Operating under constraints, Bogost says, is the key to creativity and fun.

TV, social media, and other commercially produced distractions use slot machine-like variable rewards to keep us engaged with a constant stream of newness. Bogost points out that we can use the same techniques to make any task more pleasurable and compelling. He gives the example of mowing his lawn. “It may seem ridiculous to call an activity like this ‘fun,’” he writes, yet he learned to love it.

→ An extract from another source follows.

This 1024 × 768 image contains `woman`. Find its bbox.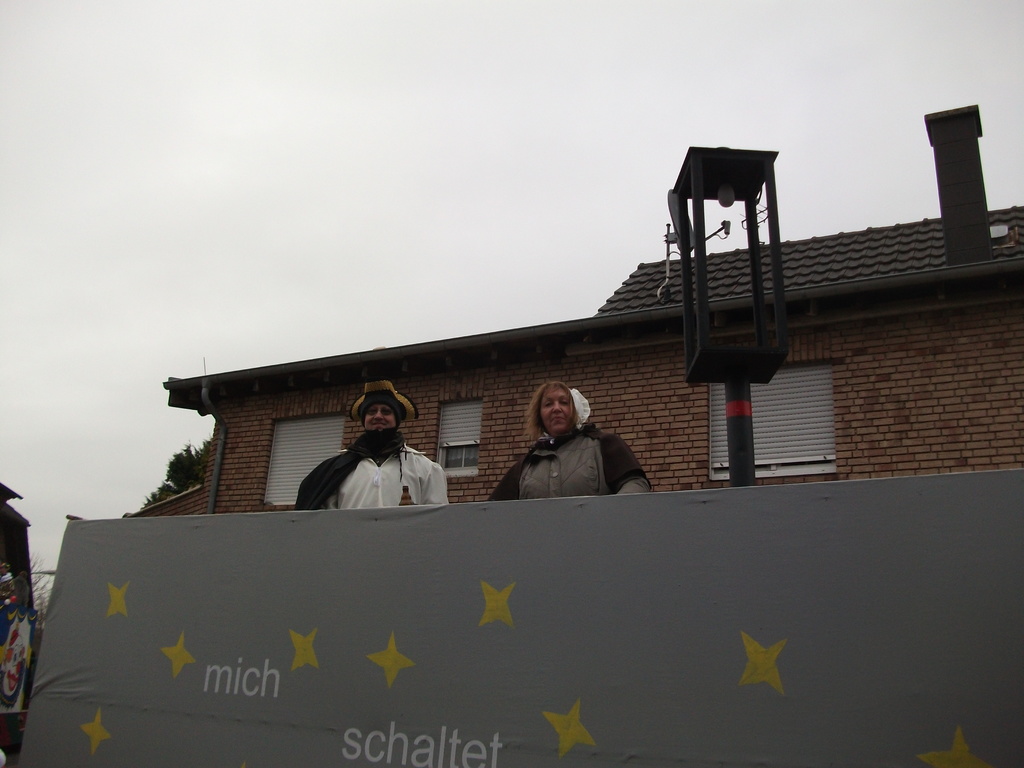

Pay close, foolish, even absurd attention to things,” he says. Bogost soaked up as much information as he could about the way grass grows and how to treat it. Then, he created an “imaginary playground” in which the limitations actually helped to produce meaningful experiences. He learned about the constraints he had to operate under, including local weather conditions and what different kinds of equipment can and can’t do. Operating under constraints, Bogost says, is the key to creativity and fun. Finding the optimal path for the mower or beating a record time are other ways to create an imaginary playground.

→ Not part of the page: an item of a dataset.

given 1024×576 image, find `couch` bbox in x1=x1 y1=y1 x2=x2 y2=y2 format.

While learning how to have fun cutting grass may seem like a stretch, people find fun in a wide range of activities that you might not find particularly interesting. Consider my local coffee-obsessed barista who spends a ridiculous amount of time refining the perfect brew, the car buff who toils for countless hours fine-tuning her ride, or the crafter who painstakingly produces intricate sweaters and quilts for everyone he knows. Of course, these people don’t find these activities tedious at all; to them, they’re the most fascinating and enthralling things in the entire world. But you can try bringing their mindset — their love of minutiae, their pride in mastery, their eternal yearning to do better — to some of your most dreaded tasks.

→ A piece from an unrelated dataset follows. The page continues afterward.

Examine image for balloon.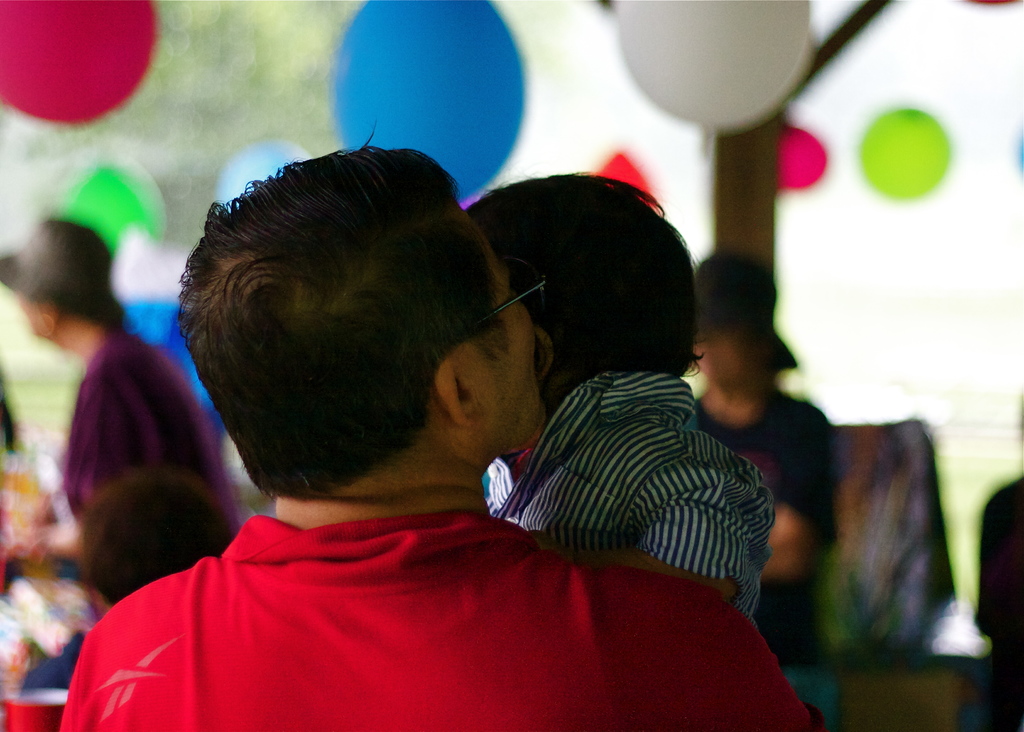
Examination result: {"x1": 50, "y1": 161, "x2": 163, "y2": 255}.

To use a popular aphorism, “The cure for boredom is curiosity. There is no cure for curiosity.”

For me, I learned to stay focused on the sometimes tedious work of writing books by finding the mystery in it. I write to answer interesting questions and discover novel solutions to old problems. To use a popular aphorism, “The cure for boredom is curiosity. There is no cure for curiosity.” Today, I write for the fun of it. Of course, it’s also my profession, but by finding the fun I’m able to do my work without getting as distracted as I once did.

Remember: Finding novelty is only possible when we give ourselves the time to focus intently on a task and look hard for the variability. The great thinkers and tinkerers of history made their discoveries because they were obsessed with the intoxicating draw of discovery, the mystery that pulls us in because we want to know more. Whether it’s uncertainty about our ability to do a task better or faster than last time or coming back to question the unknown day after day, the quest to solve these challenges is what can turn the discomfort we seek to escape into an activity we embrace.

Excerpted from the new book Indistractable: How to Control Your Attention and Choose Your Life by Nir Eyal. Copyright © 2019 Nir Eyal. Reprinted with the permission of Celadon Books, a division of Macmillan Publishing, LLC.

This post is part of TED’s “How to Be a Better Human” series, each of which contains a piece of helpful advice from someone in the TED community; browse through all the posts here.